Liberman started violin lessons when he was six years old. In 1958 he was one of the prize winners of the International Tchaikovsky Competition for Violin in Moscow. Before his twentieth birthday, Liberman was accepted to the Leningrader Philharmonic Orchestra, where he made a career in the first violin group. In 1968 he was appointed concertmaster of this orchestra, which was then conducted by Yevgeny Mravinsky. He remained associated with the Leningrad Orchestra for 29 years.
Liberman emigrated from the Soviet Union to the Netherlands in 1979. On the recommendation of Kirill Kondrasjin, he became concertmaster of the Rotterdam Philharmonic Orchestra. In 1985 he took up this position with the (Royal) Concertgebouw Orchestra in Amsterdam. Liberman also performed several times as a soloist, for example on January 18, 1987 with the violin concerto by Tchaikovsky under the direction of chief conductor Riccardo Chailly.
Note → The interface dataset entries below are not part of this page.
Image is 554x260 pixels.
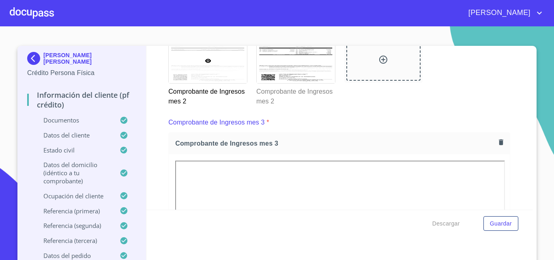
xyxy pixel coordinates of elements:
[433,219,460,229] span: Descargar
[256,84,335,106] p: Comprobante de Ingresos mes 2
[257,39,335,83] img: Comprobante de Ingresos mes 2
[27,161,120,185] p: Datos del domicilio (idéntico a tu comprobante)
[27,116,120,124] p: Documentos
[463,6,535,19] span: [PERSON_NAME]
[168,118,265,127] p: Comprobante de Ingresos mes 3
[27,237,120,245] p: Referencia (tercera)
[27,192,120,200] p: Ocupación del Cliente
[27,131,120,139] p: Datos del cliente
[43,52,136,65] p: [PERSON_NAME] [PERSON_NAME]
[27,252,120,260] p: Datos del pedido
[168,84,247,106] p: Comprobante de Ingresos mes 2
[27,222,120,230] p: Referencia (segunda)
[27,52,136,68] div: [PERSON_NAME] [PERSON_NAME]
[484,216,519,231] button: Guardar
[27,207,120,215] p: Referencia (primera)
[27,52,43,65] img: Docupass spot blue
[27,90,136,110] p: Información del cliente (PF crédito)
[429,216,463,231] button: Descargar
[175,139,496,148] span: Comprobante de Ingresos mes 3
[27,146,120,154] p: Estado Civil
[463,6,545,19] button: account of current user
[27,68,136,78] p: Crédito Persona Física
[490,219,512,229] span: Guardar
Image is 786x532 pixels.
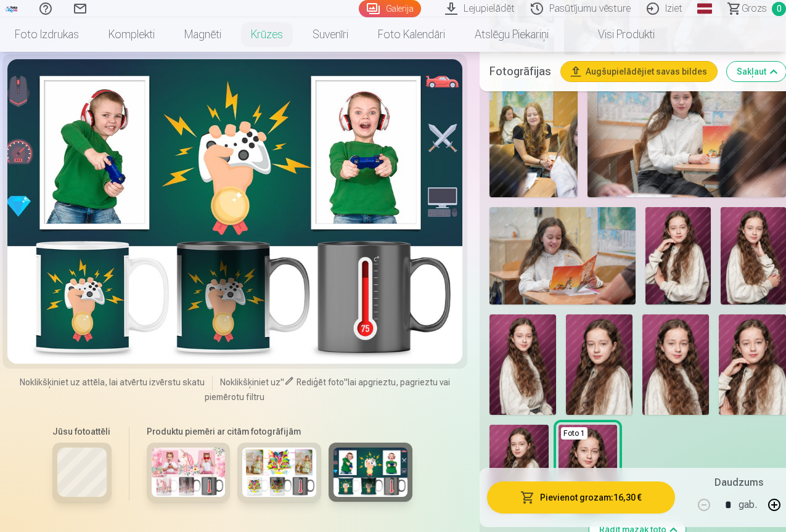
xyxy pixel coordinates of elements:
button: Pievienot grozam:16,30 € [487,482,676,513]
span: Rediģēt foto [296,378,344,387]
img: /fa1 [5,5,19,12]
a: Suvenīri [298,17,363,52]
a: Komplekti [93,17,169,52]
a: Magnēti [169,17,236,52]
button: Sakļaut [727,62,786,81]
span: Noklikšķiniet uz [220,378,281,387]
span: Grozs [742,1,767,16]
span: " [344,378,348,387]
div: gab. [738,490,757,520]
h6: Jūsu fotoattēli [52,425,112,438]
h6: Produktu piemēri ar citām fotogrāfijām [142,425,417,438]
span: Noklikšķiniet uz attēla, lai atvērtu izvērstu skatu [19,376,205,388]
a: Krūzes [236,17,298,52]
a: Foto kalendāri [363,17,460,52]
button: Augšupielādējiet savas bildes [561,62,717,81]
a: Atslēgu piekariņi [460,17,564,52]
span: " [281,378,284,387]
div: Foto 1 [561,427,588,439]
h5: Daudzums [715,476,763,490]
h5: Fotogrāfijas [490,63,551,80]
span: 0 [772,2,786,16]
a: Visi produkti [564,17,670,52]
At his farewell concert on the occasion of his retirement in 1996, he conducted the Royal Concertgebouw Orchestra in, among other things, Shostakovich's Fifth Symphony. He was then made a Knight in the Order of the Dutch Lion, one of the highest royal honors in the Netherlands. He returned to the Concertgebouw Orchestra as a guest conductor, including replacing Carlo Maria Giulini on 15 October 1998.
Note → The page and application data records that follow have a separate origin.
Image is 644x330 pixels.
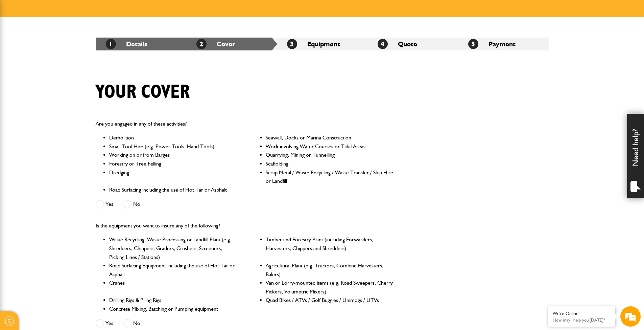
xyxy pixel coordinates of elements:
[553,317,610,322] p: How may I help you today?
[277,38,368,50] li: Equipment
[35,38,114,46] div: Chat with us now
[96,200,114,208] label: Yes
[96,319,114,327] label: Yes
[96,81,190,104] h1: Your cover
[9,122,123,203] textarea: Type your message and hit 'Enter'
[266,278,394,295] li: Van or Lorry-mounted items (e.g. Road Sweepers, Cherry Pickers, Volumetric Mixers)
[553,311,610,316] div: We're Online!
[468,39,479,49] span: 5
[110,168,238,185] li: Dredging
[266,142,394,151] li: Work involving Water Courses or Tidal Areas
[627,114,644,198] div: Need help?
[106,39,116,49] span: 1
[266,133,394,142] li: Seawall, Docks or Marina Construction
[110,278,238,295] li: Cranes
[110,261,238,278] li: Road Surfacing Equipment including the use of Hot Tar or Asphalt
[110,185,238,194] li: Road Surfacing including the use of Hot Tar or Asphalt
[110,295,238,304] li: Drilling Rigs & Piling Rigs
[378,39,388,49] span: 4
[110,151,238,159] li: Working on or from Barges
[123,200,140,208] label: No
[266,261,394,278] li: Agricultural Plant (e.g. Tractors, Combine Harvesters, Balers)
[9,102,123,118] input: Enter your phone number
[110,159,238,168] li: Forestry or Tree Felling
[266,151,394,159] li: Quarrying, Mining or Tunnelling
[110,235,238,261] li: Waste Recycling, Waste Processing or Landfill Plant (e.g. Shredders, Chippers, Graders, Crushers,...
[96,221,394,230] p: Is the equipment you want to insure any of the following?
[111,3,127,20] div: Minimize live chat window
[368,38,458,50] li: Quote
[266,295,394,304] li: Quad Bikes / ATVs / Golf Buggies / Unimogs / UTVs
[9,82,123,98] input: Enter your email address
[92,208,123,217] em: Start Chat
[287,39,297,49] span: 3
[9,62,123,78] input: Enter your last name
[266,168,394,185] li: Scrap Metal / Waste Recycling / Waste Transfer / Skip Hire or Landfill
[266,235,394,261] li: Timber and Forestry Plant (including Forwarders, Harvesters, Chippers and Shredders)
[458,38,549,50] li: Payment
[197,39,206,49] span: 2
[106,40,147,48] a: 1Details
[11,38,29,47] img: d_20077148190_company_1631870298795_20077148190
[266,159,394,168] li: Scaffolding
[96,120,394,128] p: Are you engaged in any of these activities?
[123,319,140,327] label: No
[187,38,277,50] li: Cover
[110,304,238,313] li: Concrete Mixing, Batching or Pumping equipment
[110,133,238,142] li: Demolition
[110,142,238,151] li: Small Tool Hire (e.g. Power Tools, Hand Tools)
In 1996 he became permanent guest conductor with the Noord Nederlands Orkest in Groningen, of which he was chief conductor from 1997 until his death. In addition, Liberman continued to perform as a soloist and was guest conductor with various European orchestras, including Nieuw Sinfonietta Amsterdam and the National Youth Orchestra in the Netherlands.
Liberman combined his activities as a musician with teaching. He was a violin teacher at the Utrecht Conservatory for a long time. He also regularly gave master classes.
In an interview with Het Parool, Liberman said that he had never felt any affinity with the Communist Party of the Soviet Union, but that he did not feel like a dissident either. "The violin is my life," he said.
Viktor Liberman's health in later life was fragile; he survived major heart surgery in the mid 1990s. He died in 1999 at the age of only 68 from liver cancer. He had one son.